TAOCP 6.2.3 Exercise 27
Let a 2-3 tree be defined as in Section 6.
Exercise 27. [M23] [M23] Estimate the maximum number of comparisons needed to search in a 2-3 tree with N internal nodes.
Verified: no
Solve time: 58s
Solution
Let a 2-3 tree be defined as in Section 6.2.3 for generalized balanced search trees in which each internal node has either two or three children, and all external nodes occur at the same level. Let the height be $h$, measured as the number of edges on a path from the root to an external node.
Each search proceeds level by level. At each internal node, the key comparisons determine which of the at most three subtrees is followed. A node with two children contains one key, so exactly one comparison is sufficient to decide the direction. A node with three children contains two keys $K_1 < K_2$, and the search requires first comparing with $K_1$, and then, if necessary, comparing with $K_2$, so at most two comparisons occur at that node.
Let $C$ denote the total number of key comparisons in a worst-case search.
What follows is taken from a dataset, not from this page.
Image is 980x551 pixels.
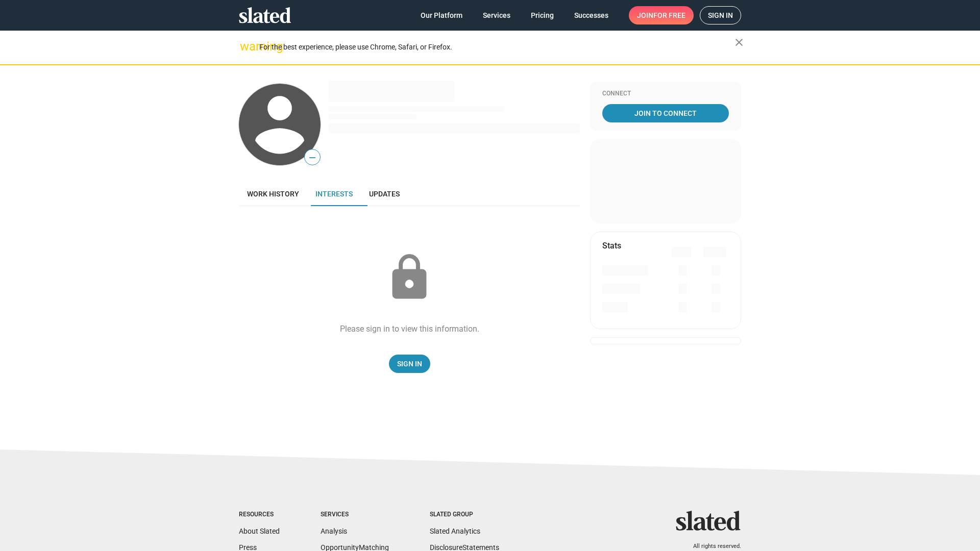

Along any root-to-leaf path, each visited internal node contributes at least one comparison and at most two comparisons, hence
$$ h \le C \le 2h. $$
To express $h$ in terms of $N$, consider extremal shapes of 2-3 trees of height $h$.
If every internal node has two children, the tree is a full binary tree, and the number of internal nodes satisfies
$$ N = 2^h - 1. $$
If every internal node has three children, the number of internal nodes satisfies
$$ N = 1 + 3 + 3^2 + \cdots + 3^{h-1} = \frac{3^h - 1}{2}. $$
For an arbitrary 2-3 tree of height $h$, monotonicity in branching degree implies
$$ 2^h - 1 \le N \le \frac{3^h - 1}{2}. $$
From $2^h - 1 \le N$, it follows that
$$ h \le \lg(N+1). $$
From $N \le \frac{3^h - 1}{2}$, it follows that
$$ 3^h \ge 2N + 1, $$
hence
$$ h \ge \log_3(2N+1). $$
Combining these inequalities with $h \le C \le 2h$ yields
$$ \log_3(2N+1) \le C \le 2\lg(N+1). $$
Thus the maximum number of comparisons required for a search in a 2-3 tree with $N$ internal nodes grows on the order of $\Theta(\lg N)$, with worst-case constant factor between $1$ and $2$ relative to the height bound and at most factor $2$ per level due to two-key nodes.